Food Crisis News South Africa

UNICEF feels the pinch of the food price crisis

As Ethiopia struggled with high food prices and a lack of relief aid in 2008, the UN children's agency, UNICEF, initiated one of the biggest responses to fight severe malnutrition ever undertaken.

JOHANNESBURG, 28 January 2009 (IRIN) - It spent more than US$50 million to dramatically increase the number of sites providing ready-to-eat blended food used to treat acutely malnourished children, and plans to spend a similar amount this year.

UNICEF estimates that it will need 600 to 1,000 tonnes of ready-to-use therapeutic food (RUTF) a month in Ethiopia, but availability will "remain a major issue" in 2009.

"The global demand for ready-to-use therapeutic food outstripped supply last year, which gives the sense of the scale of the need," explained Louis-Georges Arsenault, director of UNICEF's emergency programmes. The agency has had to intensify its nutritional interventions in 17 of the 27 countries identified as worst affected by the global food price crisis.

This year UNICEF is asking for just over US$1 billion in its new global appeal, of which health and nutrition needs will take the biggest portion - 38 percent - to care for women and children in only 36 countries, "and UNICEF runs operations in 150 countries," Arsenault noted.

Even before the price spike in 2008, "many families were struggling to survive, although prices fell by 75 percent between 1974 and 2005", said the UNICEF appeal document. "Between May 2007 and May 2008, the food price index rose by 50 percent, making it impossible for some families to afford basic foods for their children."

Between May 2007 and May 2008, the food price index rose by 50 percent, making it impossible for some families to afford basic foods for their childrenBesides the food price shock, crises brought on by conflicts and natural disasters continue to dominate UNICEF's emergency operations. Over half the almost $1 billion will ensure the continuation of UNICEF's support to the five largest humanitarian operations worldwide, in the Democratic Republic of Congo, Somalia, Sudan, Uganda and Zimbabwe,

Since 2008, Ethiopia, Zimbabwe and Somalia have doubled UNICEF's financial needs for protracted emergencies in Eastern and Southern Africa in 2009. Zimbabwe, with its collapsing social services and a cholera epidemic that has claimed almost 3,000 lives, has escalated UNICEF's requirements in that country fivefold.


### GOAL OF THE EXERCISE
The line holding "as a bounding box." and all lines that follow it to the end of the data: return these exactly, and nothing more.

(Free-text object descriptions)
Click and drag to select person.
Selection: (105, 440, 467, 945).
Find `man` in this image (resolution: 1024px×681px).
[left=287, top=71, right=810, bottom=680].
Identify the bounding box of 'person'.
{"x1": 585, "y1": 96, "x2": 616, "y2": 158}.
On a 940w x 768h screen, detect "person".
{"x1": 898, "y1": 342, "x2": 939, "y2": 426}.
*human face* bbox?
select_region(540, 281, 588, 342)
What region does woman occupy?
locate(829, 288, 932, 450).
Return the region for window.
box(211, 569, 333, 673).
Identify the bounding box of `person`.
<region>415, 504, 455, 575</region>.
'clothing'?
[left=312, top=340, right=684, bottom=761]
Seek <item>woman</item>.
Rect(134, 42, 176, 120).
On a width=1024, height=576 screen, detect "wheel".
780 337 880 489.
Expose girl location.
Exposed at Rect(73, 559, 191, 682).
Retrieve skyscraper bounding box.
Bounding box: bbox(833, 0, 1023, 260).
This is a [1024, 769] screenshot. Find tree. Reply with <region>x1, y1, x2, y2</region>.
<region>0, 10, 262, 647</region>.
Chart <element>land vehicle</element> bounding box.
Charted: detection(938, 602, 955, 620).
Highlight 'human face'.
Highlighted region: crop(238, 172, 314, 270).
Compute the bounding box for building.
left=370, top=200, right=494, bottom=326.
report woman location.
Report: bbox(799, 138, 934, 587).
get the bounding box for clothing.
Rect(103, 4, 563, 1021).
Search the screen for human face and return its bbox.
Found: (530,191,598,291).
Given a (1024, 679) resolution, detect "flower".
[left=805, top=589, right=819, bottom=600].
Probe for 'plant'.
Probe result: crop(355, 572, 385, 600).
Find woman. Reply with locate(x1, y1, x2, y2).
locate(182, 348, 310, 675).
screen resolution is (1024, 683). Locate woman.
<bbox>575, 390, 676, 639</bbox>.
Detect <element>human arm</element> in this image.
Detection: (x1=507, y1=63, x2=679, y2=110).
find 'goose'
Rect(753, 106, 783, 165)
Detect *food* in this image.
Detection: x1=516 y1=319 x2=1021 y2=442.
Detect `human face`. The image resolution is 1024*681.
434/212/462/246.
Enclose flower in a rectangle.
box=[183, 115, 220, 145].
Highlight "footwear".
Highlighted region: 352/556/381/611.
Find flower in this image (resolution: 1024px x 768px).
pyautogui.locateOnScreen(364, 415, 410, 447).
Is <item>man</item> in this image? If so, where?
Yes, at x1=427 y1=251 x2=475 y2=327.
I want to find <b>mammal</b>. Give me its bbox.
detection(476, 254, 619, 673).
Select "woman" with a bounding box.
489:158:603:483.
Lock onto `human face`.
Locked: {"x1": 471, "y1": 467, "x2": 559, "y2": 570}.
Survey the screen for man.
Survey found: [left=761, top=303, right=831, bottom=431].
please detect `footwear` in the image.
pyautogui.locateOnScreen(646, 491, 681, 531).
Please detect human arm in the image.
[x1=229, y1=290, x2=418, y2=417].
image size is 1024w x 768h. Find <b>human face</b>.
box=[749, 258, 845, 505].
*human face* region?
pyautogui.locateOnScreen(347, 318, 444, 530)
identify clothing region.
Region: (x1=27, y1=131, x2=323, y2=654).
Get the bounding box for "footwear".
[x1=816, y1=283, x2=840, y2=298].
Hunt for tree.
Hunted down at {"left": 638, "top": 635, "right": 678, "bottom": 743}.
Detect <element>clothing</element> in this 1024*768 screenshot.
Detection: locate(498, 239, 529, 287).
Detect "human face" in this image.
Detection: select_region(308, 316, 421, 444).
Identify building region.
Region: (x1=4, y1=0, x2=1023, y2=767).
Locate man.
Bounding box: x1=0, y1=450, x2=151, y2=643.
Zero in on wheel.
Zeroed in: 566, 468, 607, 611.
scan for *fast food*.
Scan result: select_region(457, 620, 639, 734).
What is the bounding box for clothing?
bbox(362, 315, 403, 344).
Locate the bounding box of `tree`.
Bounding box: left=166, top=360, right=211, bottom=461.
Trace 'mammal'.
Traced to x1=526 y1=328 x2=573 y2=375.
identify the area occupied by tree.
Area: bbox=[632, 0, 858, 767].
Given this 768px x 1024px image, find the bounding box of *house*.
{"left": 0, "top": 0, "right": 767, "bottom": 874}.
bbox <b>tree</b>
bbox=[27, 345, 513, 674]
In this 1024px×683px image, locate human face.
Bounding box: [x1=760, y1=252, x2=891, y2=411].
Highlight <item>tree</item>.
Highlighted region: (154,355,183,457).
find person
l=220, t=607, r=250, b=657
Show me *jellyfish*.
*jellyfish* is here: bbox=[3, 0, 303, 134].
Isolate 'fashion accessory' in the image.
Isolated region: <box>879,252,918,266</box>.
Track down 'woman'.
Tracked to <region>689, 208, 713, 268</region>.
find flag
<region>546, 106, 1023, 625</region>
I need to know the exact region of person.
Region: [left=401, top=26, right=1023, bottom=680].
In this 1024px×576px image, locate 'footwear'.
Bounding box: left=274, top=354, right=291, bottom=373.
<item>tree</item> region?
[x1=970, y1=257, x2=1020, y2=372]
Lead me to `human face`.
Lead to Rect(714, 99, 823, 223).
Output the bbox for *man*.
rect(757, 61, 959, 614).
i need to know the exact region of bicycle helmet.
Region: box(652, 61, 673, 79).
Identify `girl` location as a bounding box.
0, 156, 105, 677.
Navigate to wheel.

### YOUR RESPONSE
Identify `girl` location as a bounding box.
0, 156, 105, 677.
Navigate to wheel.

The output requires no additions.